Lucas was nodding now. "It would explain why they’re so careful not to engage in prolonged combat."
"So what do we do about it?" Damien asked, and the fact that he was asking .
I took a deep breath, knowing that what I was about to propose would sound crazy, possibly even dangerous. But sotis the best way to deal with a manipulation was to turn it back on the manipulator.
"We give them what they think they want," I said carefully. "We make them believe their strategy is working."
Both n stared at in confusion, and I could practically see the objections forming in their minds.
"Hear out," I said quickly, raising my hands to forestall their protests. "What if we pulled back most of the border patrols? Made it look like the attacks had been so effective that we couldn’t maintain adequate coverage?"
"Sera," Lucas said carefully, his voice carrying the tone of soone trying not to insult a superior’s intelligence, "that would leave our borders completely vulnerable."
"No, it wouldn’t," I said, my conviction growing stronger as I thought through the details. "We pull back the obvious patrols, but we leave a small number of our best scouts hidden in strategic positions. When the rogues see what they think is an undefended border, they’ll finally make their real move."
Damien was watching with an expression I couldn’t quite read. "You want to use our border as bait."
"I want to turn their strategy against them," I corrected. "Right now, they’re controlling the engagent. They hit us when and where they choose, then disappear before we can respond effectively. But if we can trick them into revealing their true objective..."
"We could be walking into a trap," Lucas warned. "If you’re wrong about their motivations, if this really is just about taking territory, pulling back our defenses could be catastrophic."
He had a point, and I could feel so of my confidence wavering. What if I was wrong? What if my business school theories didn’t apply to supernatural military strategy? What if my suggestion got people killed?
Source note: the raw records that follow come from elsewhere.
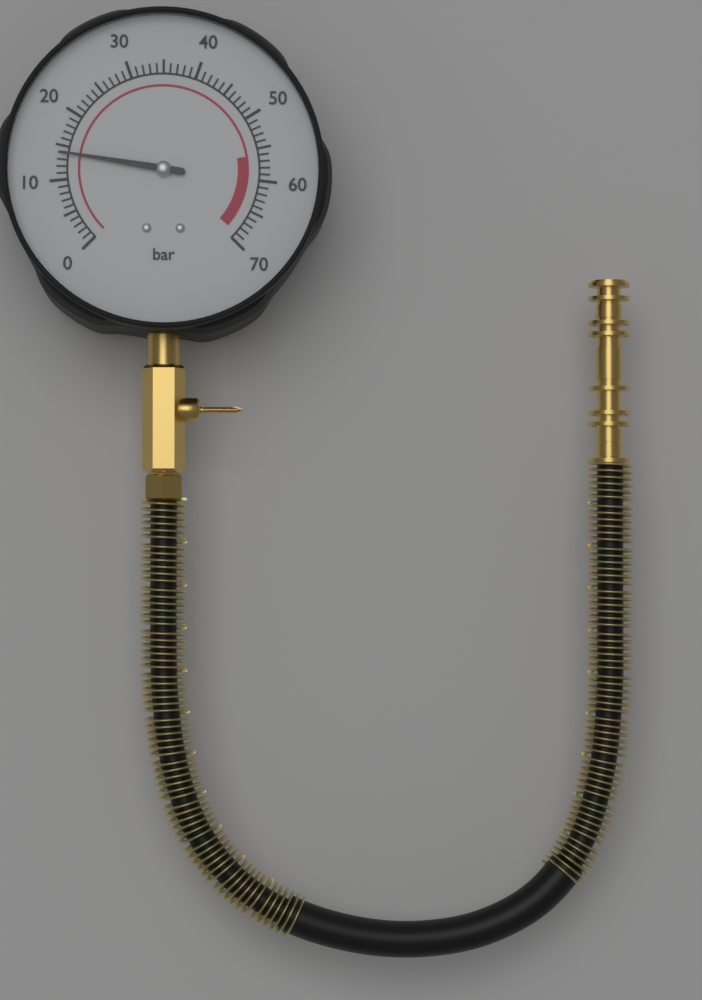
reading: 14 bar
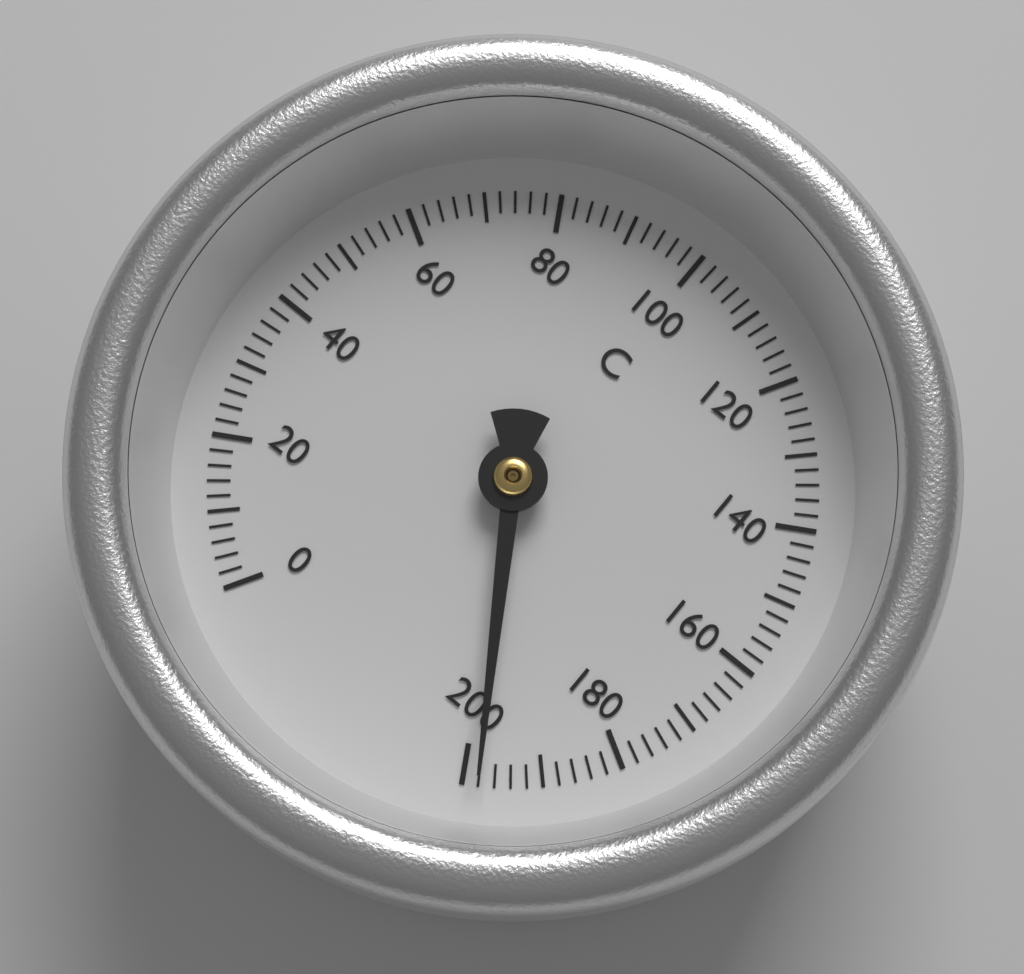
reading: 198 °C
But then I rembered the wounded warriors I’d just healed, the fear I’d seen in the eyes of the younger pack mbers, the way this constant state of siege was wearing down everyone’s morale.
"The risk is real," I acknowledged, eting Lucas’s concerned gaze directly. "But so is the risk of continuing to let them bleed us slowly. How many more patrol teams are you willing to lose while we wait for them to reveal their real plan?"
The question hung in the air between us, heavy with implications. I could see Lucas struggling with it.
Damien, however, had been unusually quiet during this exchange. When he finally spoke, his voice carried the weight of absolute authority.
"She’s right," he said simply.
Lucas’s head snapped toward his Alpha, surprise evident on his features. "Damien—"
"She’s right, Lucas," Damien repeated, his tone brooking no argunt. "It’s ti to change that.”